When you can name the monster in the shadows, it returns some of its power back to
you.

Understanding Sexual Addiction

Sexual compulsivity refers to uncontrollable and excessive sexual thoughts, desires, urges, or behaviors. These behaviors can cause distress and harm to your relationships, your finances, your career, and other aspects of your life.


Sex addiction is also known as hypersexuality, compulsive sexual behavior, and sexual compulsivity, among other names. It affects people regardless of education, race, economic status, religion, or occupation.


Sexual addiction is not based on the types of activities that take place in your relationship. Sex addiction is when your sexual thoughts and activities consume your life, contradict your personal values, and conflict with your commitments.
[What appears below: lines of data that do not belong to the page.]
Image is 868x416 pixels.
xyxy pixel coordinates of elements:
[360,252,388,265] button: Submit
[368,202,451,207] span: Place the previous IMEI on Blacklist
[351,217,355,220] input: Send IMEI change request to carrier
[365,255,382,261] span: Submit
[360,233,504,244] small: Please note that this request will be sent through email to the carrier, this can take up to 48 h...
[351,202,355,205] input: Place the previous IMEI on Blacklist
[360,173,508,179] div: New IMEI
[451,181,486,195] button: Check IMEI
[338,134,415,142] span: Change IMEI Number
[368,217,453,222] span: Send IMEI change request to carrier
The same out-of-control feelings and cravings someone has who is addicted to drugs or alcohol are also experienced by those with a sex addiction.

AM I ADDICTED TO SEX?

Facts about Sex Addiction

  • Sex addiction affects approximately 6-8% of the population of the United States.
  • Up to 24 million people in the U.S. may struggle with some form of compulsive sexual behavior.
  • There are as many people struggling with compulsive sexual behavior in the U.S. as there are people in New York City, Los Angeles, Chicago, Houston, and Boston combined!
  • For every three men who struggle with sex addiction, there is one woman.
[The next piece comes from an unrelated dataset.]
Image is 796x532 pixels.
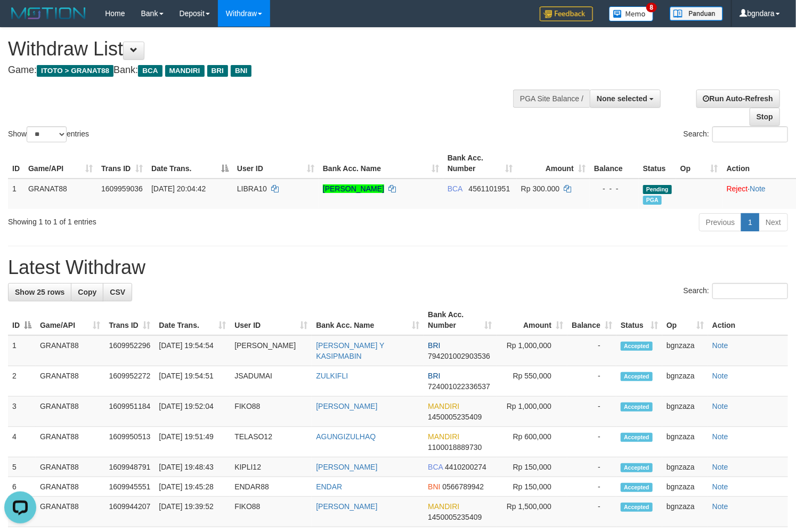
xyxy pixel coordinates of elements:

The good news is, You are not alone, and there is help.

How Does Someone Become Sexually Addicted?

  • A history of abuse, especially of a sexual nature

  • An early sexual experience

  • Experiencing significant life stressors such as challenges on the job or in relationships

  • Other members of immediate or extended family who also struggle with addictions

  • Having been raised in a family with "rigid" boundaries or a family that is "disengaged"

  • The presence of depression or other mood disorder

  • The presence of some other addiction(s)

There is frequently a history of abuse (sexual, emotional or physical) for people struggling with problematic sexual behaviors. As children, if these men or women didn’t have their needs met consistently – or at all – the result, as adults, was to form conclusions in behavior as a way to get those needs met.


Childhood trauma, though, doesn't adequately explain the origin of sex addiction for everyone. Some people haven’t experienced any childhood abuse or abandonment. Some researchers believe that some people with sexual addiction would never have gotten addicted if it were not for the powerful draw of the Internet.


Regardless of the cause, sex addiction can threaten relationships, occupation, and health. It can be a life-threatening condition.

Could I Be Addicted to Sex?

If you are unsure whether this term describes your condition, this self-assessment can help you sort through your past experiences and present behaviors to find clarity.

TAKE THE QUIZ

Support Your Recovery with Hope & Freedom

Hope & Freedom offers many resources to start and maintain your journey to recovery. Our 3-Day Intensives can give you a jumpstart to recovery that packs the equivalent of six months of therapy into just three days. 


You don’t have to stay in the shadows. There is hope, and there is freedom.